A super slick piano loop drives "That's Okay," in which Pill focuses on not sweating the small stuff and looking forward to the next day, while "Smoke Rings" is about using daydreams to escape the harsh troubles of real life.

"Rap Game Cranky" is the most creative track on the album. It's a vent toward the music industry. You might think of it as an updated and more vengeful version of The Roots' "What They Do"). Pill raps, "Started from the bottom and I'll stay there/ Never played the game because they don't play there." "Windows" is the darkest track by far: "I told him I needed money/ He said how fucking much?/ Just for a couple weeks/ A couple hundred bucks./ As soon as he told me yes I thought about/ How embarrassing it is to feel down and out," Pill raps, as exposes his insecurities.

Red Pill lyrically reminisces in "Kids," and he spits more of his life's gloominess on "Blus." "What the fuck is going on/ I'm 25 without a basis yet to grow on/ No foundation, I feel like a newborn on the ground naked," he raps. The songs "Rum & Coke" and "Drown" both carry on in much of the same fashion.

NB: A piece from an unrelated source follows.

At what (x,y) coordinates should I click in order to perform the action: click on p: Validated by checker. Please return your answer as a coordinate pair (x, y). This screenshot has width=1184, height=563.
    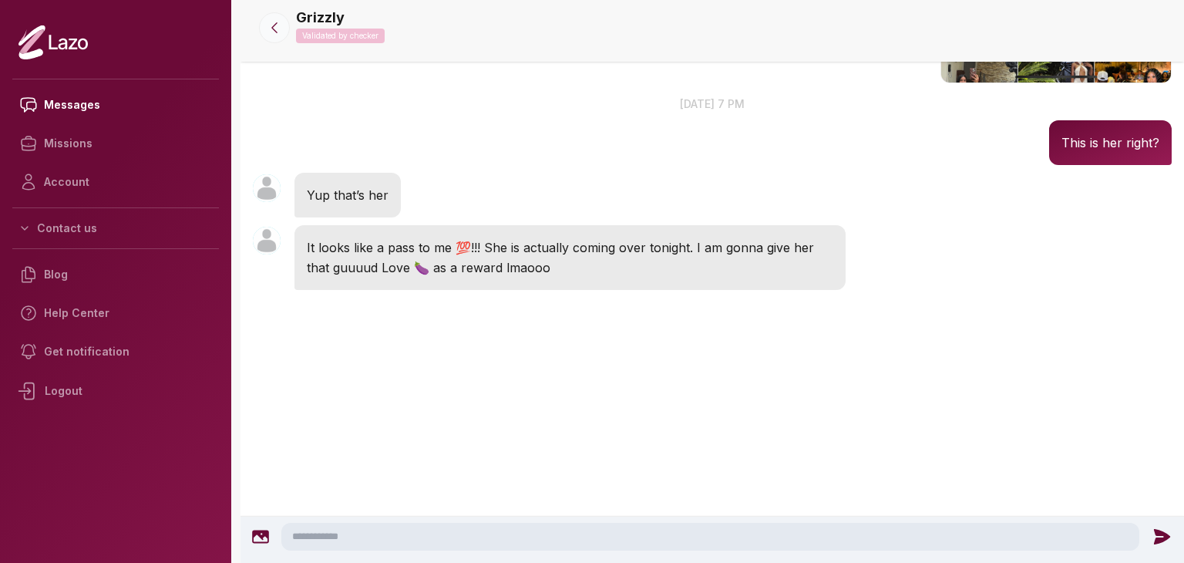
    Looking at the image, I should click on (340, 35).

"Leonard Letdown" is deceptively funny. Pill glides through the track throwing out a litany of bad luck events. There are "Missing a chord to your Nintendo," "Cops giving you the third degree," and "I'm a forgotten anniversary," just to name a few.

Kuroi Oto, L'Orange, Duke Westlake, Castle, Hir-O, and Reed Ellerall provide stellar production. The beats never deviate from Pill's boom-bap style, while managing not to sound too similar to each other, either. Pill's honesty and openness is commendable and brave. He lays himself out there so much, that it will be therapeutic for some (and probably himself also). However, many may feel Look What This World Did to Us is too melancholy. The dark mood is constant here — there is simply no light at the end of the tunnel. If you're a part of this hip-hop world that lusts after one-hit wonders and club singles, then you might sleep on the realism and rawness of this album. But if you lust for poetic realness, this might be your favorite new joint.